After catching last week’s punk show at the San Francisco Public Library, I stopped by the zine-making tables set up right outside the auditorium. For the uninitiated, zines are essentially little self-published, printed, or photocopied magazines. As someone who hung out in coffee shops in the late 90s and early 2000s, I always enjoyed reading the various zines that would sometimes appear, usually sitting in a stack right next to the alternative weeklies. I'd flip through the pages, which were usually a mix of angst and hyperlocal neighborhood stories. Thinking about this reminded me of a specific collection in the San Francisco Public Library that I'd been meaning to check out: the Little Zine Library.

I found out the Zine Library was in the Special Collections room on the sixth floor. When I walked in, I discovered I couldn’t just browse all the zines on a display or set of shelves. The person at the desk handed me a pencil and a printed catalog, and I would need to write down the names of the zines I wanted to look at. I flipped through the listings, writing down titles that caught my eye. I didn't come looking for anything specific, so I gravitated toward zines from San Francisco and Portland in the 90s and 2000s. Once I'd filled out my list, another staff member took it, disappeared into the back somewhere, and returned about ten minutes later carrying boxes of zines to my table.

Sitting there with those boxes was a dramatic contrast to the digital present. Each zine was a physical object that someone had assembled by hand. Creators handwrote or typed every sentence onto the page. The formats varied wildly with different page sizes, paper textures, binding methods, and cover art. Some zines changed their entire design and format between issues, as if the creator had become a different person since the last one. In an era where every corporate logo and typeface has converged into the same sans-serif font and bland color palette, these zines were artifacts from a world that wasn’t so visually homogeneous.

Reading through them was like opening a time capsule from a specific neighborhood and year. One zine recounted a specific house show in Portland, and how all of their friends wanted to move there after attending the show. Another zine cataloged places to have sex in public in San Francisco, the kind of piece that would never appear in a mainstream publication. The writing here was unfiltered because there was no filter to pass through. It was just someone with something to say and access to a photocopier.

Something about reading their typed or handwritten words on paper made it all feel very personal. These were the joys and struggles of a real individual. I was sitting with someone's physical creation, holding the same pages they had once cut and stapled together. Even though the writing wasn’t always spectacular, it was very engaging. The words had more weight to them when they weren’t something I would just scroll past in an infinite feed.

One of my favorite finds was an early 90s hip hop magazine called “The Bomb Hip-Hop Magazine.” The writers were discussing albums like Warren G's Regulate and Biggie's Ready to Die just after those albums were released. This was before anyone had declared them classics and there were no YouTube tastemakers telling them what to think. The takes were much more raw and without fluffy language. Apparently DJ Shadow had written for this magazine at some point. 

The Little Zine Library is worth the trip for anyone tired of the infinite slop feed. These zines are proof that people once made things simply because they wanted to make them, even if there were no big brand deals or ability to monetize them. Every page feels intentional and unique. The library keeps them carefully preserved, waiting in boxes for someone who wants to revisit this time period.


Leaving the pictures aside, repeat every line below exactly.

Data excerpts

· · ·

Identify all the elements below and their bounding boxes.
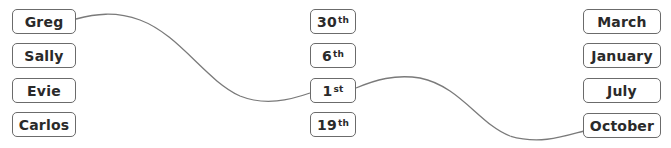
connection-1st-october xyxy=(356,77,584,140)
date-card-19th[interactable]: 19th xyxy=(310,112,356,137)
month-card-march[interactable]: March xyxy=(583,9,661,34)
name-card-evie[interactable]: Evie xyxy=(12,78,76,103)
month-card-october[interactable]: October xyxy=(583,113,661,138)
name-card-carlos[interactable]: Carlos xyxy=(12,112,76,137)
name-card-greg[interactable]: Greg xyxy=(12,9,76,34)
date-card-30th[interactable]: 30th xyxy=(310,9,356,34)
date-card-6th[interactable]: 6th xyxy=(310,43,356,68)
month-card-january[interactable]: January xyxy=(583,43,661,68)
name-card-sally[interactable]: Sally xyxy=(12,43,76,68)
month-card-july[interactable]: July xyxy=(583,78,661,103)
date-card-1st[interactable]: 1st xyxy=(310,78,356,103)
connection-greg-1st xyxy=(76,14,310,101)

· · ·

* **Task solution**
Identify all the elements below and their bounding boxes.
connection-1st-october xyxy=(356,77,584,140)
date-card-19th[interactable]: 19th xyxy=(310,112,356,137)
month-card-march[interactable]: March xyxy=(583,9,661,34)
name-card-evie[interactable]: Evie xyxy=(12,78,76,103)
month-card-october[interactable]: October xyxy=(583,113,661,138)
name-card-carlos[interactable]: Carlos xyxy=(12,112,76,137)
name-card-greg[interactable]: Greg xyxy=(12,9,76,34)
date-card-30th[interactable]: 30th xyxy=(310,9,356,34)
date-card-6th[interactable]: 6th xyxy=(310,43,356,68)
month-card-january[interactable]: January xyxy=(583,43,661,68)
name-card-sally[interactable]: Sally xyxy=(12,43,76,68)
month-card-july[interactable]: July xyxy=(583,78,661,103)
date-card-1st[interactable]: 1st xyxy=(310,78,356,103)
connection-greg-1st xyxy=(76,14,310,101)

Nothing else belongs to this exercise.